The single dependency on queries (QueryName) can be fairly easily
abstracted via a trait and this further decouples Session from librustc
(the primary goal).
Add lint and tests for unnecessary parens around types
This is my first contribution to the Rust project, so I apologize if I'm not doing things the right way.
The PR fixes#64169. It adds a lint and tests for unnecessary parentheses around types. I've run `tidy` and `rustfmt` — I'm not totally sure it worked right, though — and I've tried to follow the instructions linked in the readme.
I tried to think through all the variants of `ast::TyKind` to find exceptions to this lint, and I could only find the one mentioned in the original issue, which concerns types with `dyn`. I'm not a Rust expert, thought, so I may well be missing something.
There's also a problem with getting this to build. The new lint catches several things in the, e.g., `core`. Because `x.py` seems to build with an equivalent of `-Werror`, what would have been warnings cause the build to break. I got it to build and the tests to pass with `--warnings warn` on my `x.py build` and `x.py test` commands.
Eliminate `intersect_opt`.
Its fourth argument is always `Some(pred)`, so the pattern matching is
unnecessary. This commit inlines and removes it.
r? @nikomatsakis
By collecting the done obligations (when necessary) in the main loop.
This makes the code cleaner.
The commit also changes the order in which successful obligations are
returned -- they are now returned in the registered order, rather than
reversed. Because this order doesn't actually matter, being only used by
tests, the commit uses `sort()` to make the test agnostic w.r.t. the
order.
It's not necessary; cycles (which are rare) can be detected by looking
at the node stack.
This change speeds things up slightly, as well as simplifying the code a
little.
No StableHasherResult everywhere
This removes the generic parameter on `StableHasher`, instead moving it to the call to `finish`. This has the side-effect of making all `HashStable` impls nicer, since we no longer need the verbose `<W: StableHasherResult>` that previously existed -- often forcing line wrapping.
This is done for two reasons:
* we should avoid false "generic" dependency on the result of StableHasher
* we don't need to codegen two/three copies of all the HashStable impls when they're transitively used to produce a fingerprint, u64, or u128. I haven't measured, but this might actually make our artifacts somewhat smaller too.
* Easier to understand/read/write code -- the result of the stable hasher is irrelevant when writing a hash impl.
StableMap
A wrapper for FxHashMap that allows to insert, remove, get and get_mut
but no iteration support.
StableSet
A wrapper for FxHashSet that allows to insert, remove, get and create a
sorted vector from a hashset but no iteration support.
The name `waiting_cache` sounds like it is related to the states
`NodeState::Waiting`, but it's not; the cache holds nodes of various
states.
This commit changes it to `active_state`.
Now that all indices have type `usize`, it makes sense to be more
consistent about their naming. This commit removes all uses of `i` in
favour of `index`.
The size of the indices doesn't matter much here, and having a
`newtype_index!` index type without also using `IndexVec` requires lots
of conversions. So this commit removes `NodeIndex` in favour of uniform
use of `usize` as the index type. As well as making the code slightly
more concise, it also slightly speeds things up.
`Node` has an optional parent and a list of other descendents. Most of
the time the parent is treated the same as the other descendents --
error-handling is the exception -- and chaining them together for
iteration has a non-trivial cost.
This commit changes the representation. There is now a single list of
descendants, and a boolean flag that indicates if there is a parent (in
which case it is first descendent). This representation encodes the same
information, in a way that is less idiomatic but cheaper to iterate over
for the common case where the parent doesn't need special treatment.
As a result, some benchmark workloads are up to 2% faster.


# EXERCISE:
Copy out each line of the material that includes the word "name".
*****
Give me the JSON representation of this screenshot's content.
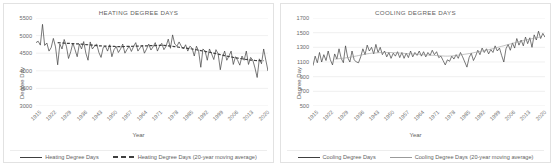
{
  "chart_data": [
    {
      "type": "line",
      "title": "HEATING DEGREE DAYS",
      "xlabel": "Year",
      "ylabel": "Degree Day",
      "ylim": [
        3000,
        5500
      ],
      "yticks": [
        3000,
        3500,
        4000,
        4500,
        5000,
        5500
      ],
      "xlim": [
        1915,
        2022
      ],
      "xticks": [
        1915,
        1922,
        1929,
        1936,
        1943,
        1950,
        1957,
        1964,
        1971,
        1978,
        1985,
        1992,
        1999,
        2006,
        2013,
        2020
      ],
      "grid": true,
      "legend_position": "bottom",
      "series": [
        {
          "name": "Heating Degree Days",
          "style": "solid",
          "color": "#3f3f3f",
          "x_start": 1915,
          "values": [
            4800,
            4840,
            4730,
            5320,
            4720,
            4790,
            4560,
            4660,
            4920,
            4680,
            4170,
            4760,
            4620,
            4890,
            4700,
            4350,
            4540,
            4790,
            4600,
            4400,
            4760,
            4620,
            4830,
            4500,
            4300,
            4820,
            4620,
            4700,
            4760,
            4520,
            4380,
            4660,
            4700,
            4560,
            4740,
            4400,
            4600,
            4690,
            4520,
            4620,
            4760,
            4500,
            4610,
            4700,
            4550,
            4690,
            4800,
            4560,
            4650,
            4730,
            4500,
            4620,
            4760,
            4590,
            4680,
            4800,
            4560,
            4700,
            4780,
            4600,
            4700,
            4900,
            4640,
            5020,
            4760,
            4700,
            4820,
            4700,
            4620,
            4740,
            4560,
            4700,
            4640,
            4420,
            4700,
            4560,
            4100,
            4620,
            4560,
            4300,
            4620,
            4480,
            4320,
            4600,
            4480,
            4030,
            4380,
            4560,
            4300,
            4420,
            4560,
            4180,
            4400,
            4300,
            4160,
            4420,
            4300,
            4560,
            4180,
            4380,
            4300,
            4080,
            3810,
            4340,
            4200,
            4620,
            4300,
            4000,
            4280,
            4320
          ]
        },
        {
          "name": "Heating Degree Days (20-year moving average)",
          "style": "dashed",
          "color": "#3f3f3f",
          "x_start": 1925,
          "values": [
            4800,
            4795,
            4790,
            4785,
            4782,
            4780,
            4776,
            4772,
            4768,
            4765,
            4762,
            4758,
            4752,
            4746,
            4740,
            4734,
            4728,
            4722,
            4716,
            4710,
            4706,
            4702,
            4700,
            4698,
            4696,
            4694,
            4692,
            4690,
            4688,
            4688,
            4688,
            4690,
            4692,
            4694,
            4696,
            4698,
            4700,
            4702,
            4704,
            4706,
            4708,
            4710,
            4712,
            4714,
            4716,
            4718,
            4720,
            4722,
            4722,
            4720,
            4716,
            4710,
            4702,
            4694,
            4686,
            4678,
            4670,
            4662,
            4654,
            4646,
            4638,
            4630,
            4620,
            4610,
            4598,
            4586,
            4574,
            4562,
            4550,
            4538,
            4526,
            4514,
            4500,
            4486,
            4472,
            4458,
            4444,
            4430,
            4418,
            4406,
            4394,
            4382,
            4372,
            4362,
            4352,
            4342,
            4332,
            4322,
            4314,
            4306,
            4300,
            4294,
            4290,
            4288,
            4288,
            4290
          ]
        }
      ]
    },
    {
      "type": "line",
      "title": "COOLING DEGREE DAYS",
      "xlabel": "Year",
      "ylabel": "Degree Day",
      "ylim": [
        500,
        1700
      ],
      "yticks": [
        500,
        700,
        900,
        1100,
        1300,
        1500,
        1700
      ],
      "xlim": [
        1915,
        2022
      ],
      "xticks": [
        1915,
        1922,
        1929,
        1936,
        1943,
        1950,
        1957,
        1964,
        1971,
        1978,
        1985,
        1992,
        1999,
        2006,
        2013,
        2020
      ],
      "grid": true,
      "legend_position": "bottom",
      "series": [
        {
          "name": "Cooling Degree Days",
          "style": "solid",
          "color": "#3f3f3f",
          "x_start": 1915,
          "values": [
            1050,
            1180,
            1090,
            1230,
            1100,
            1200,
            1120,
            1250,
            1130,
            1060,
            1210,
            1140,
            1280,
            1150,
            1090,
            1320,
            1160,
            1100,
            1250,
            1130,
            1100,
            1090,
            1170,
            1280,
            1200,
            1330,
            1250,
            1300,
            1210,
            1340,
            1230,
            1300,
            1200,
            1250,
            1170,
            1230,
            1150,
            1220,
            1180,
            1240,
            1160,
            1230,
            1150,
            1220,
            1160,
            1250,
            1170,
            1230,
            1190,
            1250,
            1180,
            1240,
            1170,
            1230,
            1190,
            1260,
            1200,
            1240,
            1160,
            1180,
            1120,
            1060,
            1130,
            1110,
            1180,
            1140,
            1200,
            1150,
            1230,
            1170,
            1100,
            1030,
            1160,
            1220,
            1120,
            1180,
            1260,
            1200,
            1290,
            1230,
            1280,
            1210,
            1270,
            1230,
            1320,
            1250,
            1290,
            1190,
            1100,
            1280,
            1340,
            1260,
            1360,
            1290,
            1420,
            1330,
            1400,
            1320,
            1440,
            1350,
            1430,
            1300,
            1470,
            1400,
            1520,
            1420,
            1490,
            1440,
            1520,
            1500
          ]
        },
        {
          "name": "Cooling Degree Days (20-year moving average)",
          "style": "thin",
          "color": "#9a9a9a",
          "x_start": 1925,
          "values": [
            1140,
            1142,
            1145,
            1148,
            1152,
            1156,
            1160,
            1165,
            1170,
            1176,
            1182,
            1188,
            1194,
            1200,
            1206,
            1212,
            1216,
            1220,
            1222,
            1224,
            1226,
            1228,
            1229,
            1230,
            1230,
            1230,
            1229,
            1228,
            1226,
            1224,
            1222,
            1220,
            1218,
            1216,
            1214,
            1212,
            1210,
            1208,
            1206,
            1204,
            1202,
            1200,
            1198,
            1196,
            1194,
            1192,
            1190,
            1188,
            1186,
            1184,
            1182,
            1180,
            1180,
            1181,
            1183,
            1186,
            1190,
            1194,
            1198,
            1202,
            1206,
            1210,
            1215,
            1220,
            1226,
            1232,
            1238,
            1244,
            1250,
            1256,
            1262,
            1268,
            1275,
            1282,
            1290,
            1298,
            1306,
            1314,
            1322,
            1330,
            1338,
            1346,
            1354,
            1362,
            1370,
            1378,
            1386,
            1394,
            1400,
            1406,
            1412,
            1418,
            1424,
            1430,
            1436,
            1442
          ]
        }
      ]
    }
  ],
  "panels": [
    {
      "title": "HEATING DEGREE DAYS",
      "ylabel": "Degree Day",
      "xlabel": "Year",
      "legend": [
        {
          "label": "Heating Degree Days",
          "style": "solid"
        },
        {
          "label": "Heating Degree Days (20-year moving average)",
          "style": "dashed"
        }
      ]
    },
    {
      "title": "COOLING DEGREE DAYS",
      "ylabel": "Degree Day",
      "xlabel": "Year",
      "legend": [
        {
          "label": "Cooling Degree Days",
          "style": "solid"
        },
        {
          "label": "Cooling Degree Days (20-year moving average)",
          "style": "thin"
        }
      ]
    }
  ]
}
*****
# ANSWER FOR THIS EXERCISE:
          "name": "Heating Degree Days",
          "name": "Heating Degree Days (20-year moving average)",
          "name": "Cooling Degree Days",
          "name": "Cooling Degree Days (20-year moving average)",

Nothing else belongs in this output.